Excerpt of notes taken during asylum interview accompaniment, with the rendering of asylum officer (upper right) from the advocate/client perspective. Notes also reference the noise interference outside the room during the detainee’s interview. Notes and photo by Erin Routon.

RP: It is fascinating to observe art and drawing as a common medium, which on the one hand, keeps children engaged and entertained, and on the other hand, provides legal advocates a means to document life within the extremely surveilled environments of the detention facilities. What is it about drawing and art that appeals to these various actors within these carceral settings and what purposes do they serve?

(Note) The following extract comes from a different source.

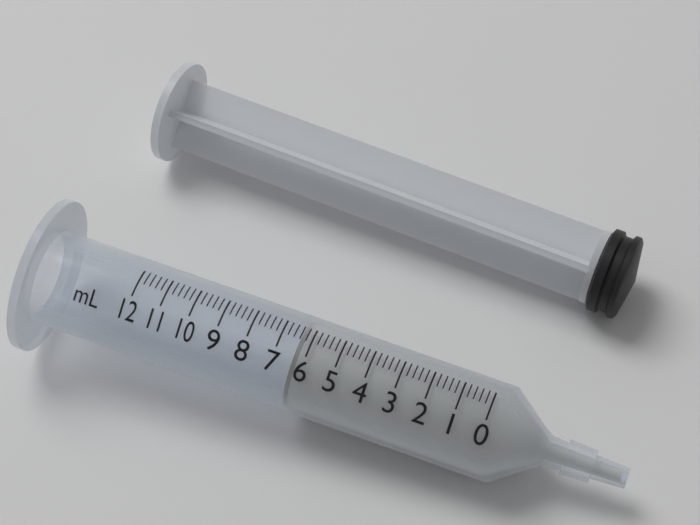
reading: 6.4 ml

ER: On many occasions in these centers, I watched as children, otherwise withdrawn and somber, quietly ambled toward a table full of other children coloring, some making elaborate drawings. Of course, children in these facilities came in with different experiences, different degrees of trauma, and while some loved to laugh and explain every tiny detail of their artistic work to us advocates sitting with them, others clearly had no desire to talk. Those moments in which children could, if they wanted, sit silently among other children and simply color a printed picture of Batman or make an outline of their hands were precious. They didn’t have to answer questions about the gangs that threatened them at school or cry about losing a family member in a shooting, and they also didn’t have to listen intently to their parent talking tearfully about these things to a stranger in a small, cold room. In my view, drawing and coloring in those moments was more than a distracting activity; it was a breath.

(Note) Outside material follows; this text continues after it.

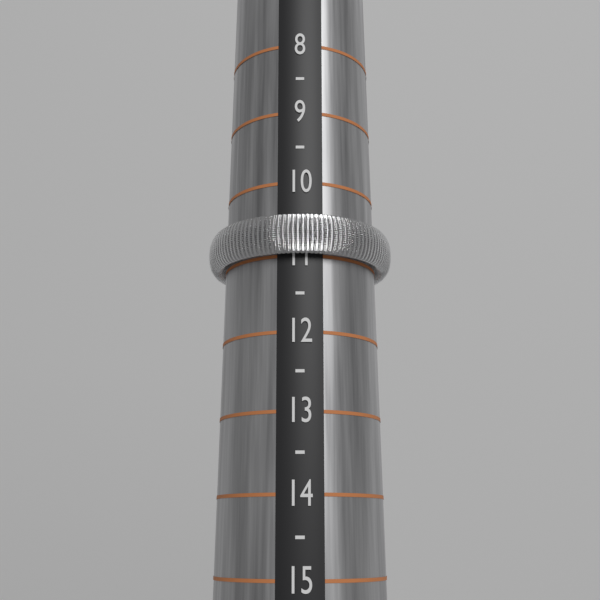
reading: 11.0 (no unit)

I am a huge advocate of artistic representation in and of these facilities. In my research, I collected many drawings, graphic documents, and representations as artifacts of the experiences of detainees and advocates and the work of these projects. These are both spaces and experiences that are often intentionally hidden from public view, so representation in diverse media forms is incredibly informative (and necessary). There’s a clear reason why photography is prohibited within and around the grounds of these centers. Artistic representation of hidden spaces and experiences, such as these, is a political gesture. It exposes and illuminates lived realities. I hope to share more of these artistic representations and graphic depictions in future publications as well as collect newer pieces as I continue research on carceral care.